Many conditions part of approval
The Federal Communications Commission approved Comcast Corp.'s deal to acquire control of NBC Universal from General Electric Co. on Tuesday, setting the stage for the cable giant to complete its acquisition shortly.
According to Amy Schatz at wsj.com, the Justice Department is expected to also approve the deal as early as Tuesday with conditions aimed at preventing the cable giant from stifling competition in the pay-television and online video markets.
FCC commissioners approved the deal Tuesday on a 4-1 vote, with Democratic FCC Commissioner Michael Copps voting against the deal. Mr. Copps is a vocal opponent of increased media consolidation and he maintained the Comcast-NBC combination wasn't in the public's best interest.
The FCC imposed a variety of conditions on the deal designed to prevent Comcast from denying NBC programming and Comcast regional sports networks from its pay-TV and online competitors. The nation's largest cable company will be required to set aside a number of channels for independent programmers and agreed to keep NBC network programming on free over-the-air TV stations.
Comcast is also barred from favoring its own online programming over competitors and the company agreed to abide by the FCC's new "net neutrality" rules -- which would bar the company from deliberately blocking websites or slowing broadband traffic -- for seven years. The cable giant will be required to live under the net neutrality rules even if a federal appeals court ultimately throws them out, which is a possibility.
Many of the conditions that are part of the FCC's approval came from voluntary concessions Comcast has made over the past few months in hopes of getting the deal approved.
The company agreed to air more children's programming, limit interactive advertisements for children and offer stand-alone Internet access for $49.95 a month. It promised to adopt a hands-off approach to the NBC News division.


Problem to solve: Nothing but the lines from the one containing "At what (x,y)" through the last line of the data below should be returned, each exactly as it stands, pictures excluded.

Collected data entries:
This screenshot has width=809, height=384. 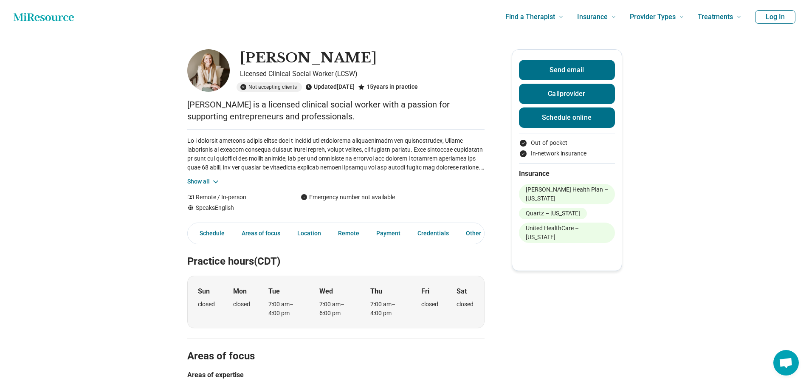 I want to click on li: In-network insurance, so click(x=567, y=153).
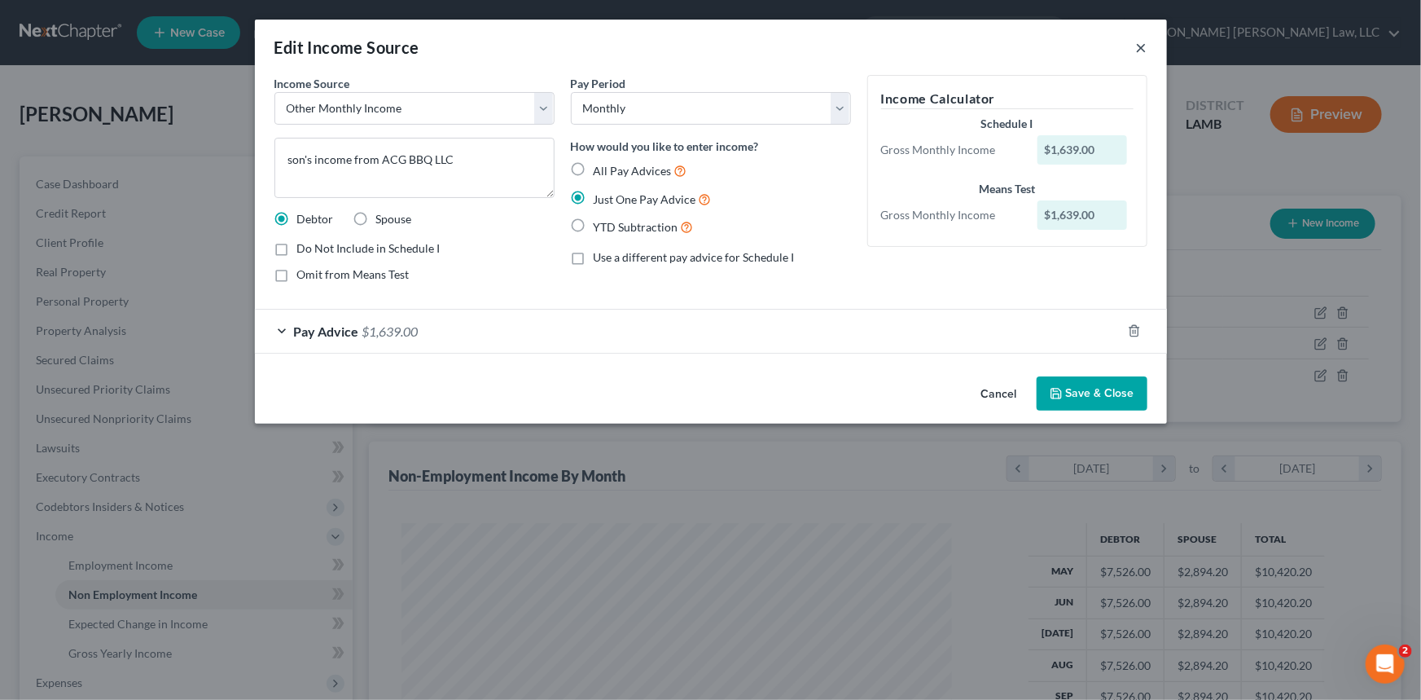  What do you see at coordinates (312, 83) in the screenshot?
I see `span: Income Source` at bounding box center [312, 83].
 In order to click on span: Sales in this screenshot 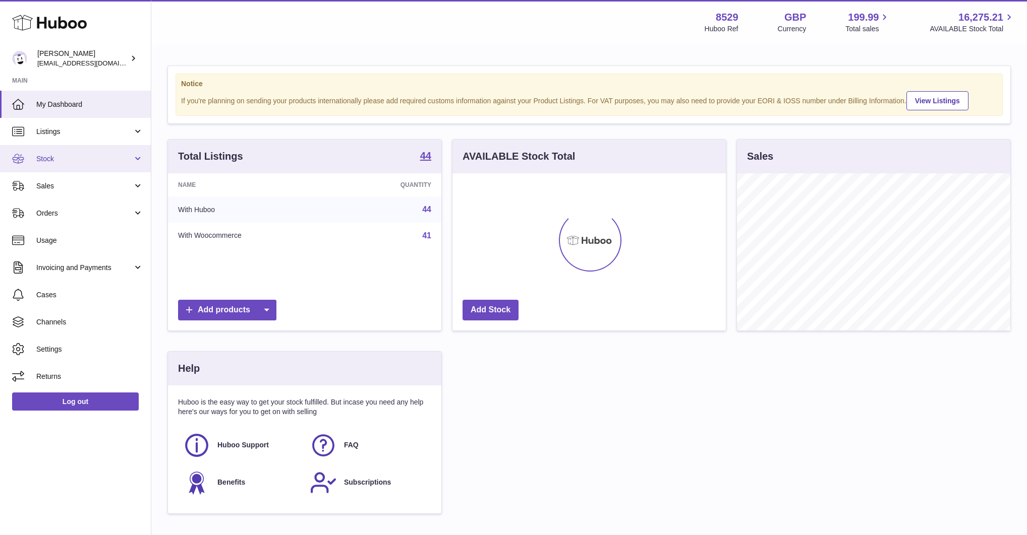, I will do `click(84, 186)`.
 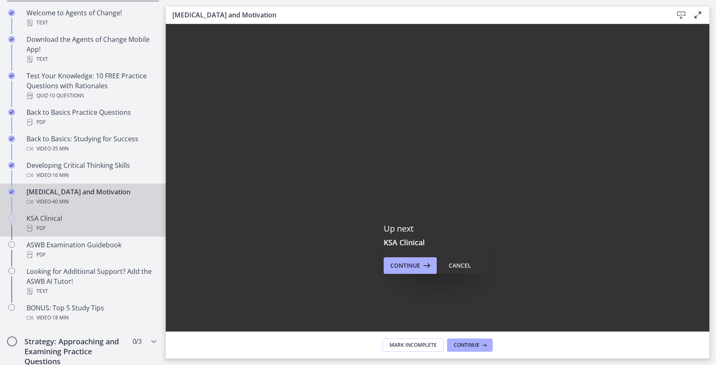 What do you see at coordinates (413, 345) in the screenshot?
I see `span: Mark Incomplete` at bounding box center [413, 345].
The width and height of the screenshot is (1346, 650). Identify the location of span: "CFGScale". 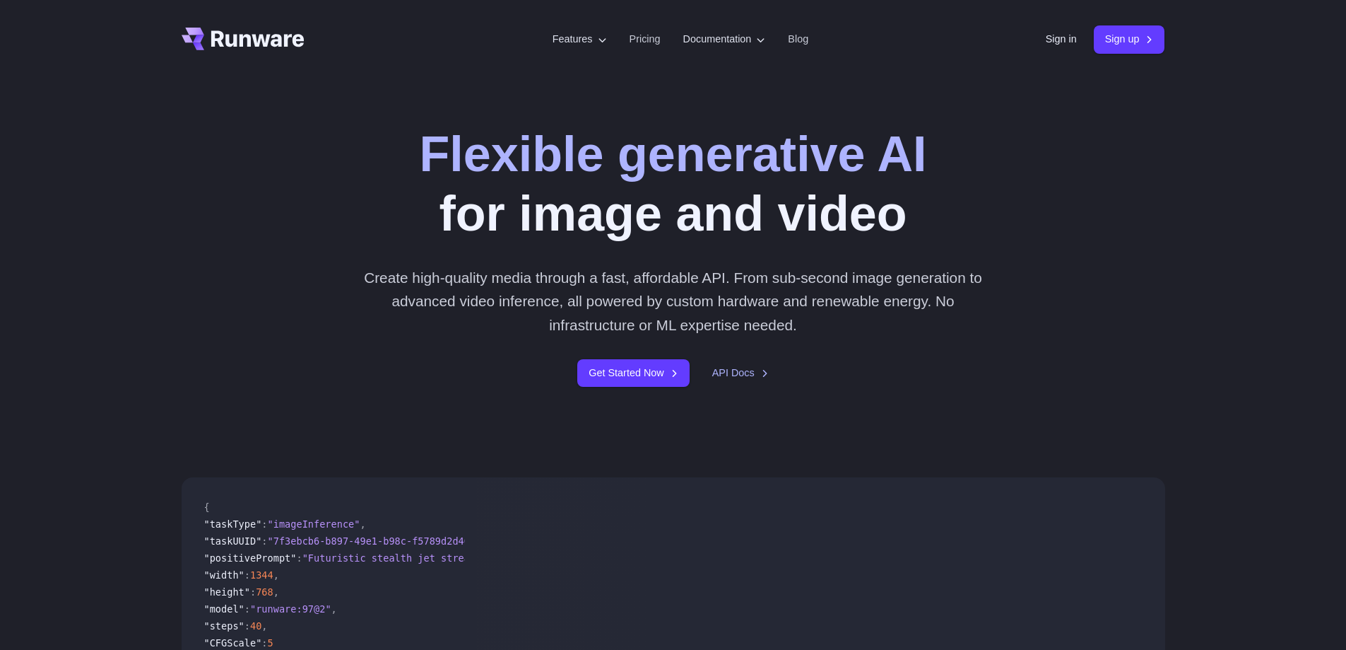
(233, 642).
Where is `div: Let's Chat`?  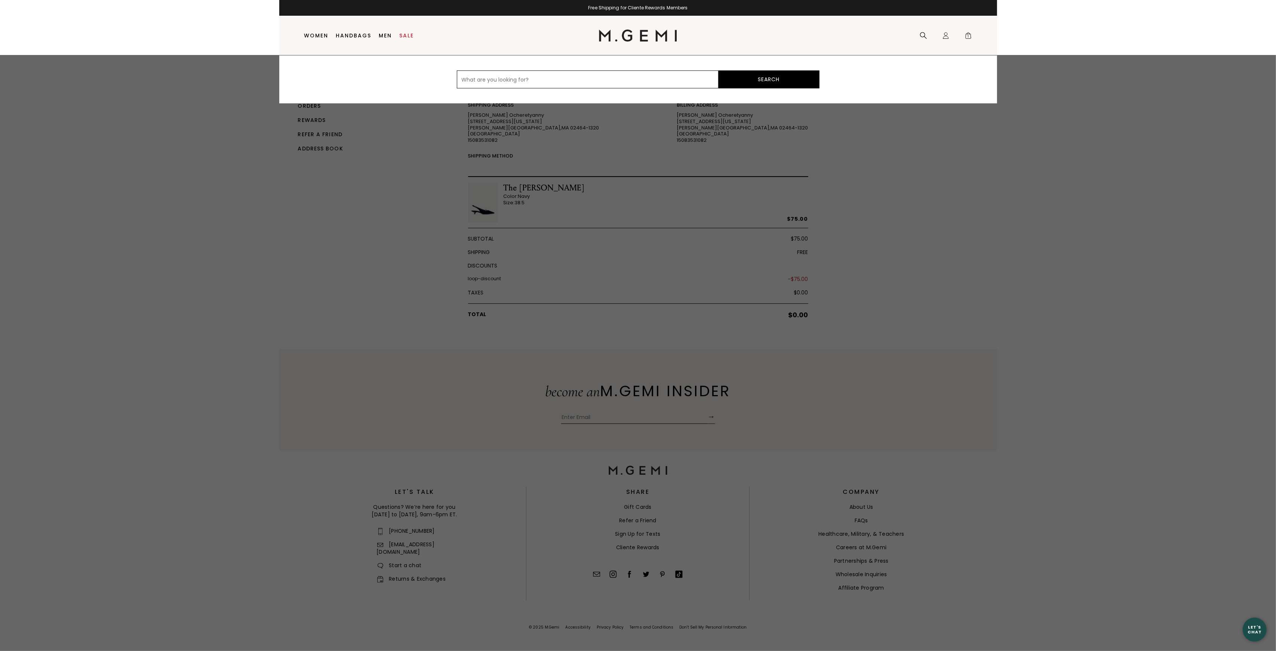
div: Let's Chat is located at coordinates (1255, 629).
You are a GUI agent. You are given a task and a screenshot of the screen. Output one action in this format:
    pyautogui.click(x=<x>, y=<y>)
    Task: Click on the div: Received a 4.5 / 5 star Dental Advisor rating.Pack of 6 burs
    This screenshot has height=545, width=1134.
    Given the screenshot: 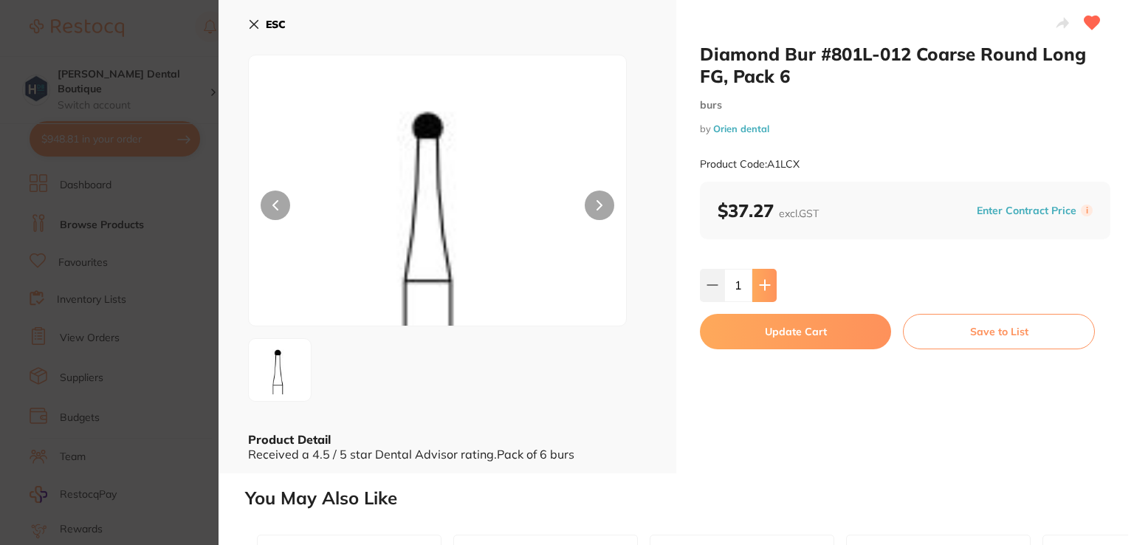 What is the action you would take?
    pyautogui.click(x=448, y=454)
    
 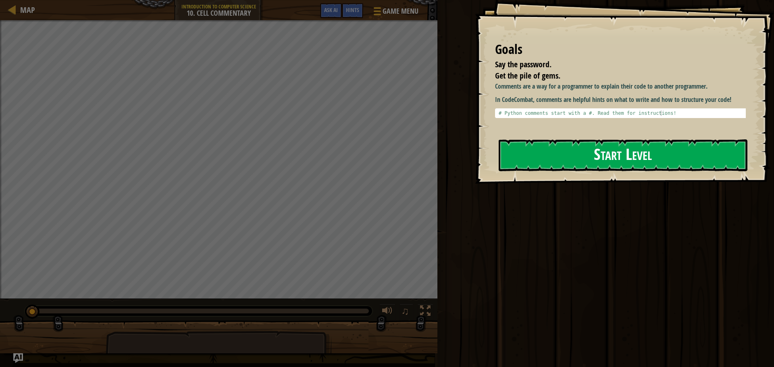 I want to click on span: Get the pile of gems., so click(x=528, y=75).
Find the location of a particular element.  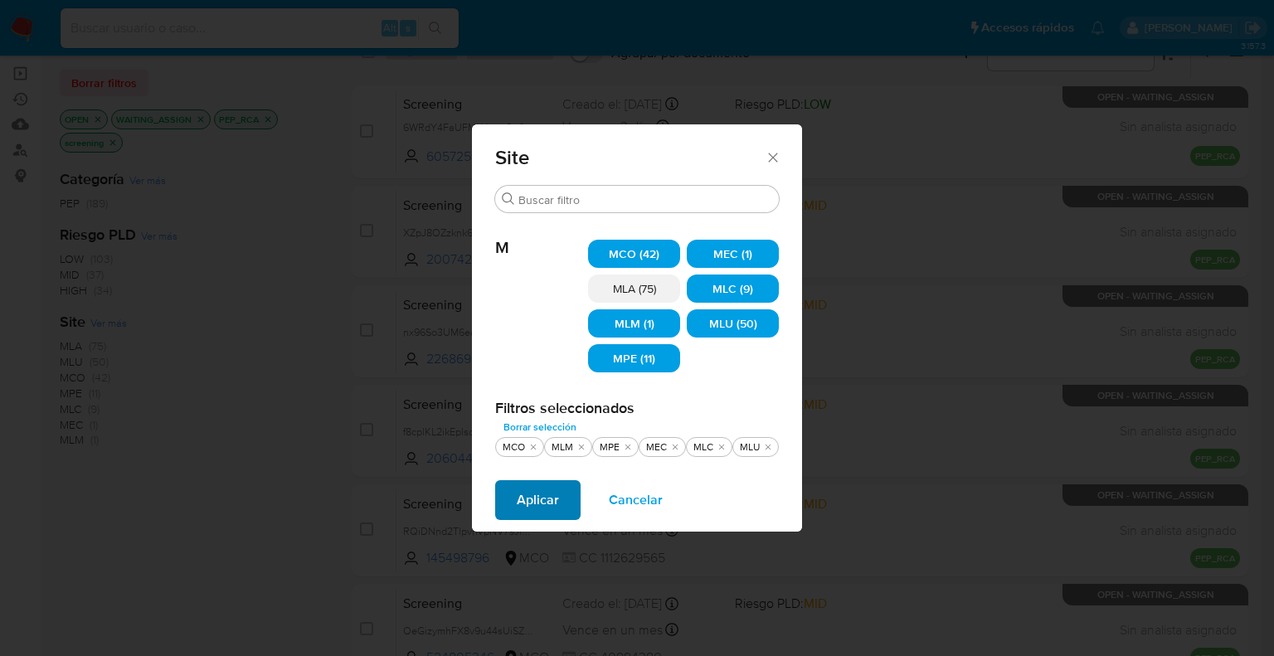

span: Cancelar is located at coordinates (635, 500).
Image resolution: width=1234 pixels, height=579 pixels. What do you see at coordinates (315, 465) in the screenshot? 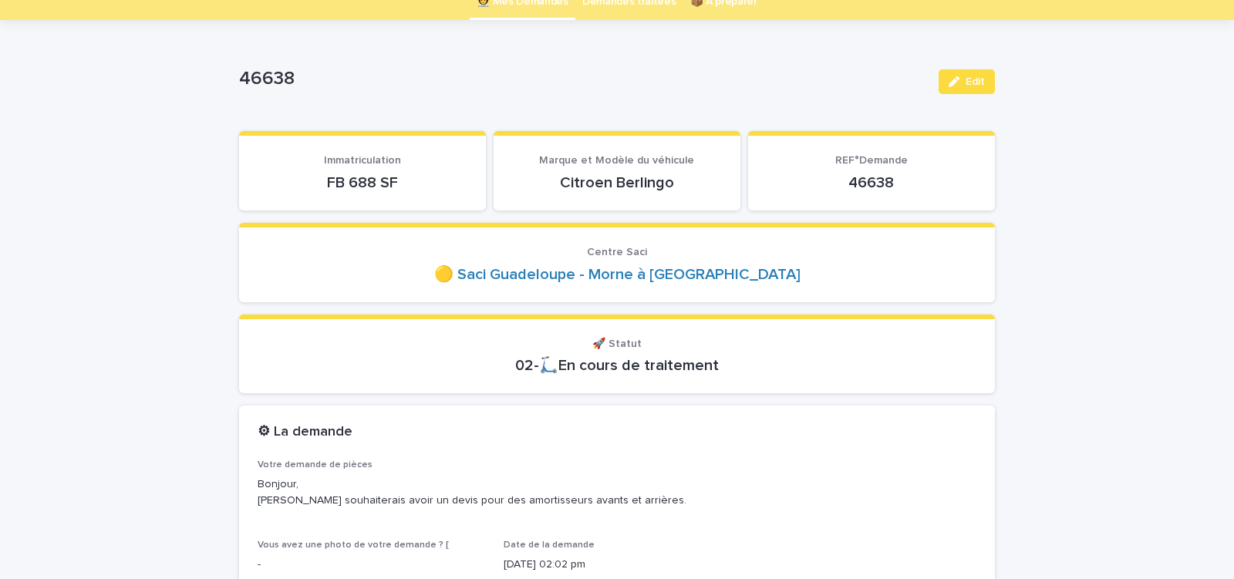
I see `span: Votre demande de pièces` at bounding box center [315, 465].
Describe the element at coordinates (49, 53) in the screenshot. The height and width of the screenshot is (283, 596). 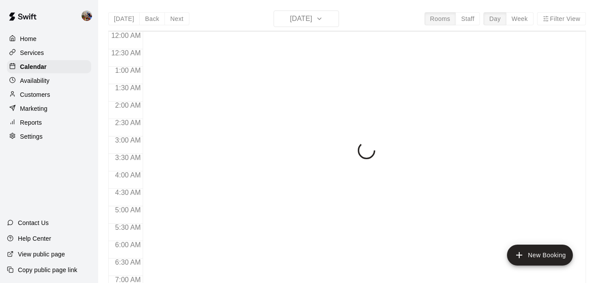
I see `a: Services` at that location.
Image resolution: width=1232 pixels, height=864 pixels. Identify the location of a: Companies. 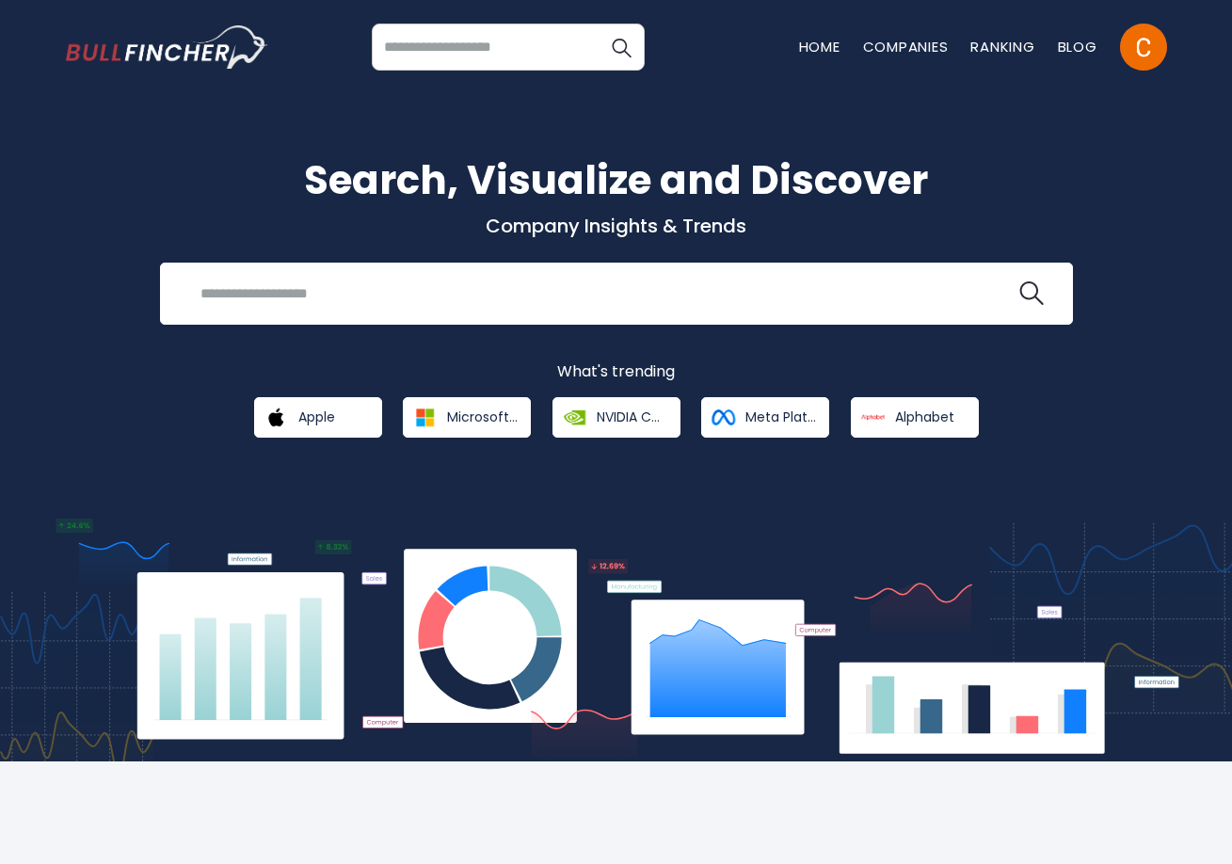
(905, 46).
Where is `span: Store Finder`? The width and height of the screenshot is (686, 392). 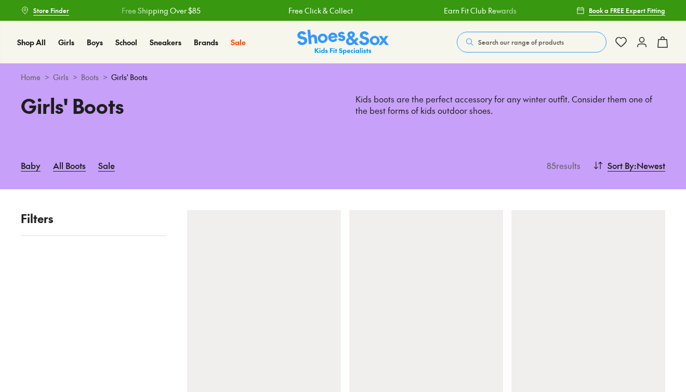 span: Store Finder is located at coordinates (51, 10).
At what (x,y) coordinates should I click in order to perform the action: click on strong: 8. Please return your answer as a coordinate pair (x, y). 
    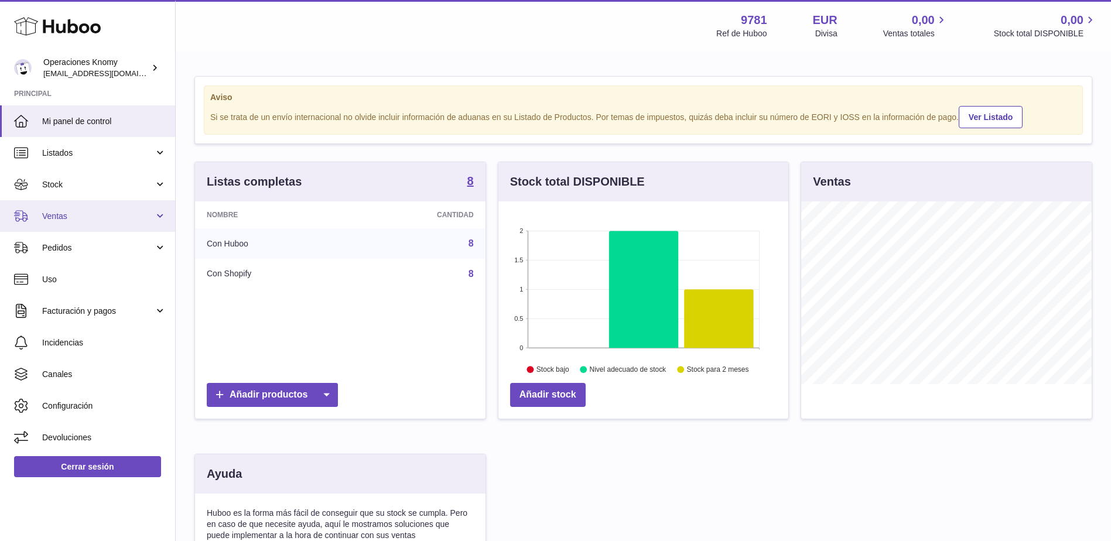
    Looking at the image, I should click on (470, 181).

Task response:
At what (x,y) coordinates should I click in order to perform the action: click on strong: 8. Please return your answer as a coordinate pair (x, y). 
    Looking at the image, I should click on (470, 181).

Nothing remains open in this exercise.